0X000019CB

Fix ERROR_LOG_BLOCK_INCOMPLETE (0X000019CB) on Windows Server

Server & Cloud Intermediate 👁 1 views 📅 May 29, 2026

This error means Windows ran into a messed-up log block while writing to the Event Log or the NTFS $LogFile. It's usually a disk I/O failure or corrupt log buffer.

You're running a Windows Server 2019 or 2022 box, maybe a Domain Controller or a file server, and suddenly the Event Viewer starts throwing ERROR_LOG_BLOCK_INCOMPLETE (0X000019CB) errors every few minutes. Sometimes the server even shows a 0x19CB stop code during boot. I've seen this most often after an unexpected power loss or a disk that's been throwing SMART warnings for weeks but no one checked. The log service—either the NTFS $LogFile or the Event Log—tries to write a block of data, but only part of it makes it to disk. The rest is garbage or missing. That's the incomplete block the error name refers to.

What actually causes this?

At a low level, the log service writes data in fixed-size blocks. If a write operation gets interrupted—say the disk cache flushes mid-write, or the drive firmware retires a bad sector—the block lands on disk partially filled or with mismatched checksums. Windows sees a block that doesn't match its expected size or signature and flags it as 0x19CB. It's not a bug in Windows itself. It's the OS telling you the storage layer is lying to it.

The two most common offenders are:

  • The Event Log filesSystem.evtx, Application.evtx, or Security.evtx. These get corrupted if the server crashes while writing event entries.
  • The NTFS $LogFile — the transactional log on every NTFS volume. If that's corrupt, the error appears during disk operations, not just in Event Viewer.

How to fix it — step by step

Skip the registry tweaks. Skip reinstalling the OS. Here's what actually works.

Step 1: Identify which log is corrupt

Open Event Viewer and look at the details of the 0x19CB event. If the source says Ntfs or Disk, it's the NTFS log. If it says EventLog, it's the Event Log files. Run this in PowerShell to see the last 5 events with that code:

Get-WinEvent -FilterHashtable @{LogName='System'; Id=0x19CB} -MaxEvents 5 | Format-List

Write down the LogName and Provider fields. That tells you where to aim.

Step 2: Repair the NTFS $LogFile

If the provider is Ntfs, run chkdsk on the affected drive. Do not use /f alone—you need /r to also fix bad sectors. On a server you can't reboot immediately, run:

chkdsk C: /r /scan

The /scan flag runs online in Windows 10/Server 2016 and later. If that doesn't help, schedule a full offline check with:

chkdsk C: /r /f

Then reboot. The scan will take a while depending on disk size. After it finishes, check if the error recurs.

Step 3: Clear and rebuild the Event Log

If the issue is in an Event Log file, you need to clear it. Yes, you lose the history, but a corrupt log file keeps throwing errors and can hang the Event Log service. Open an admin PowerShell and run:

wevtutil cl System
wevtutil cl Application
wevtutil cl Security

Clear only the log that's corrupt. If you're not sure, clear all three—they're safe to regenerate. Restart the Event Log service after:

Restart-Service EventLog -Force

Step 4: Check disk health

Once the immediate error is gone, check the physical disk. Run this in PowerShell as admin:

Get-PhysicalDisk | Select-Object FriendlyName, MediaType, HealthStatus, OperationalStatus

If any disk shows Warning or Unhealthy, replace it. Even if it says Healthy, run a surface scan with chkdsk /r on all volumes. I've seen drives pass SMART checks but still have corrupted blocks that cause the exact 0x19CB error weeks later.

What if it still happens?

If the error returns after chkdsk and Event Log clearing, something deeper is wrong. Check these three things:

  • Storage drivers — Update your RAID or SCSI controller driver. A buggy driver can corrupt disk writes just as surely as a failing disk.
  • Write-cache settings — On the disk properties in Device Manager, disable Enable write caching on the device for the affected drive. This slows writes but forces every block to be written immediately. If the error stops, the cache is the problem.
  • VM storage stack — If this is a virtual machine on Hyper-V or VMware, check that the host's storage isn't overcommitted. A host that queues too many disk writes can cause partial log blocks in the guest.

The 0X000019CB error is rarely a Windows bug. It's the canary in the coal mine for a storage problem. Fix the storage, and the canary stops chirping.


Search term "epochs": copy each line of the data containing it.

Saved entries
____

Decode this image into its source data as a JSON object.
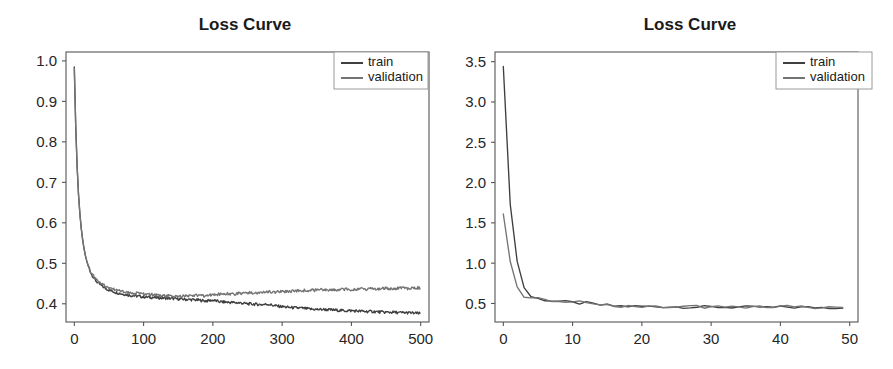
{
  "figure": {
    "width": 893,
    "height": 369,
    "background": "#ffffff",
    "panel_count": 2
  },
  "colors": {
    "train": "#3f3f3f",
    "validation": "#747474",
    "axis": "#555555",
    "text": "#1a1a1a",
    "legend_border": "#9a9a9a",
    "background": "#ffffff"
  },
  "chart_data": [
    {
      "id": "loss-curve-500-epochs",
      "type": "line",
      "title": "Loss Curve",
      "xlabel": "",
      "ylabel": "",
      "grid": false,
      "legend_position": "upper right",
      "xlim": [
        -12,
        512
      ],
      "ylim": [
        0.355,
        1.022
      ],
      "xticks": [
        0,
        100,
        200,
        300,
        400,
        500
      ],
      "xtick_labels": [
        "0",
        "100",
        "200",
        "300",
        "400",
        "500"
      ],
      "yticks": [
        0.4,
        0.5,
        0.6,
        0.7,
        0.8,
        0.9,
        1.0
      ],
      "ytick_labels": [
        "0.4",
        "0.5",
        "0.6",
        "0.7",
        "0.8",
        "0.9",
        "1.0"
      ],
      "series": [
        {
          "name": "train",
          "color": "#3f3f3f",
          "x": [
            0,
            2,
            4,
            6,
            8,
            10,
            12,
            14,
            16,
            18,
            20,
            24,
            28,
            32,
            36,
            40,
            45,
            50,
            55,
            60,
            65,
            70,
            75,
            80,
            85,
            90,
            95,
            100,
            110,
            120,
            130,
            140,
            150,
            160,
            170,
            180,
            190,
            200,
            210,
            220,
            230,
            240,
            250,
            260,
            270,
            280,
            290,
            300,
            310,
            320,
            330,
            340,
            350,
            360,
            370,
            380,
            390,
            400,
            410,
            420,
            430,
            440,
            450,
            460,
            470,
            480,
            490,
            499
          ],
          "values": [
            0.985,
            0.842,
            0.742,
            0.672,
            0.624,
            0.587,
            0.559,
            0.537,
            0.519,
            0.505,
            0.494,
            0.476,
            0.464,
            0.455,
            0.449,
            0.444,
            0.438,
            0.434,
            0.431,
            0.428,
            0.426,
            0.424,
            0.423,
            0.421,
            0.42,
            0.419,
            0.418,
            0.417,
            0.416,
            0.415,
            0.414,
            0.413,
            0.412,
            0.411,
            0.41,
            0.409,
            0.407,
            0.409,
            0.405,
            0.404,
            0.403,
            0.402,
            0.4,
            0.399,
            0.398,
            0.399,
            0.395,
            0.393,
            0.391,
            0.39,
            0.389,
            0.387,
            0.386,
            0.386,
            0.385,
            0.384,
            0.383,
            0.383,
            0.382,
            0.381,
            0.381,
            0.38,
            0.379,
            0.379,
            0.378,
            0.378,
            0.377,
            0.376
          ]
        },
        {
          "name": "validation",
          "color": "#747474",
          "x": [
            0,
            2,
            4,
            6,
            8,
            10,
            12,
            14,
            16,
            18,
            20,
            24,
            28,
            32,
            36,
            40,
            45,
            50,
            55,
            60,
            65,
            70,
            75,
            80,
            85,
            90,
            95,
            100,
            110,
            120,
            130,
            140,
            150,
            160,
            170,
            180,
            190,
            200,
            210,
            220,
            230,
            240,
            250,
            260,
            270,
            280,
            290,
            300,
            310,
            320,
            330,
            340,
            350,
            360,
            370,
            380,
            390,
            400,
            410,
            420,
            430,
            440,
            450,
            460,
            470,
            480,
            490,
            499
          ],
          "values": [
            0.982,
            0.84,
            0.741,
            0.671,
            0.623,
            0.586,
            0.558,
            0.536,
            0.519,
            0.506,
            0.495,
            0.478,
            0.467,
            0.459,
            0.453,
            0.448,
            0.443,
            0.439,
            0.437,
            0.434,
            0.432,
            0.431,
            0.429,
            0.428,
            0.427,
            0.426,
            0.425,
            0.424,
            0.423,
            0.421,
            0.42,
            0.419,
            0.418,
            0.419,
            0.42,
            0.421,
            0.419,
            0.424,
            0.423,
            0.425,
            0.424,
            0.426,
            0.428,
            0.426,
            0.428,
            0.43,
            0.429,
            0.431,
            0.43,
            0.432,
            0.433,
            0.433,
            0.434,
            0.435,
            0.434,
            0.435,
            0.436,
            0.435,
            0.437,
            0.436,
            0.438,
            0.437,
            0.438,
            0.437,
            0.439,
            0.438,
            0.44,
            0.439
          ]
        }
      ],
      "legend_entries": [
        {
          "label": "train",
          "color": "#3f3f3f"
        },
        {
          "label": "validation",
          "color": "#747474"
        }
      ]
    },
    {
      "id": "loss-curve-50-epochs",
      "type": "line",
      "title": "Loss Curve",
      "xlabel": "",
      "ylabel": "",
      "grid": false,
      "legend_position": "upper right",
      "xlim": [
        -1.2,
        51.2
      ],
      "ylim": [
        0.27,
        3.62
      ],
      "xticks": [
        0,
        10,
        20,
        30,
        40,
        50
      ],
      "xtick_labels": [
        "0",
        "10",
        "20",
        "30",
        "40",
        "50"
      ],
      "yticks": [
        0.5,
        1.0,
        1.5,
        2.0,
        2.5,
        3.0,
        3.5
      ],
      "ytick_labels": [
        "0.5",
        "1.0",
        "1.5",
        "2.0",
        "2.5",
        "3.0",
        "3.5"
      ],
      "series": [
        {
          "name": "train",
          "color": "#3f3f3f",
          "x": [
            0,
            1,
            2,
            3,
            4,
            5,
            6,
            7,
            8,
            9,
            10,
            11,
            12,
            13,
            14,
            15,
            16,
            17,
            18,
            19,
            20,
            21,
            22,
            23,
            24,
            25,
            26,
            27,
            28,
            29,
            30,
            31,
            32,
            33,
            34,
            35,
            36,
            37,
            38,
            39,
            40,
            41,
            42,
            43,
            44,
            45,
            46,
            47,
            48,
            49
          ],
          "values": [
            3.44,
            1.73,
            1.02,
            0.7,
            0.585,
            0.558,
            0.545,
            0.535,
            0.527,
            0.518,
            0.51,
            0.503,
            0.506,
            0.492,
            0.482,
            0.475,
            0.47,
            0.467,
            0.464,
            0.462,
            0.463,
            0.461,
            0.46,
            0.462,
            0.459,
            0.458,
            0.457,
            0.457,
            0.456,
            0.456,
            0.455,
            0.455,
            0.454,
            0.454,
            0.454,
            0.453,
            0.453,
            0.455,
            0.452,
            0.452,
            0.453,
            0.456,
            0.452,
            0.451,
            0.451,
            0.451,
            0.45,
            0.45,
            0.45,
            0.449
          ]
        },
        {
          "name": "validation",
          "color": "#747474",
          "x": [
            0,
            1,
            2,
            3,
            4,
            5,
            6,
            7,
            8,
            9,
            10,
            11,
            12,
            13,
            14,
            15,
            16,
            17,
            18,
            19,
            20,
            21,
            22,
            23,
            24,
            25,
            26,
            27,
            28,
            29,
            30,
            31,
            32,
            33,
            34,
            35,
            36,
            37,
            38,
            39,
            40,
            41,
            42,
            43,
            44,
            45,
            46,
            47,
            48,
            49
          ],
          "values": [
            1.61,
            1.02,
            0.72,
            0.575,
            0.565,
            0.555,
            0.545,
            0.538,
            0.531,
            0.523,
            0.515,
            0.522,
            0.497,
            0.488,
            0.48,
            0.474,
            0.47,
            0.467,
            0.465,
            0.463,
            0.462,
            0.461,
            0.461,
            0.46,
            0.459,
            0.458,
            0.458,
            0.457,
            0.457,
            0.456,
            0.456,
            0.455,
            0.455,
            0.455,
            0.454,
            0.454,
            0.454,
            0.46,
            0.453,
            0.453,
            0.455,
            0.459,
            0.453,
            0.452,
            0.452,
            0.451,
            0.451,
            0.451,
            0.45,
            0.45
          ]
        }
      ],
      "legend_entries": [
        {
          "label": "train",
          "color": "#3f3f3f"
        },
        {
          "label": "validation",
          "color": "#747474"
        }
      ]
    }
  ],
  "layout": {
    "left_panel": {
      "plot_x0": 66,
      "plot_x1": 429,
      "plot_y0": 52,
      "plot_y1": 322,
      "title_x": 245,
      "title_y": 30,
      "legend_x": 334,
      "legend_y": 52,
      "legend_w": 94,
      "legend_h": 37
    },
    "right_panel": {
      "plot_x0": 495,
      "plot_x1": 858,
      "plot_y0": 52,
      "plot_y1": 322,
      "title_x": 690,
      "title_y": 30,
      "legend_x": 776,
      "legend_y": 52,
      "legend_w": 96,
      "legend_h": 37
    }
  }
}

____

▸ **Finished task**
      "id": "loss-curve-500-epochs",
      "id": "loss-curve-50-epochs",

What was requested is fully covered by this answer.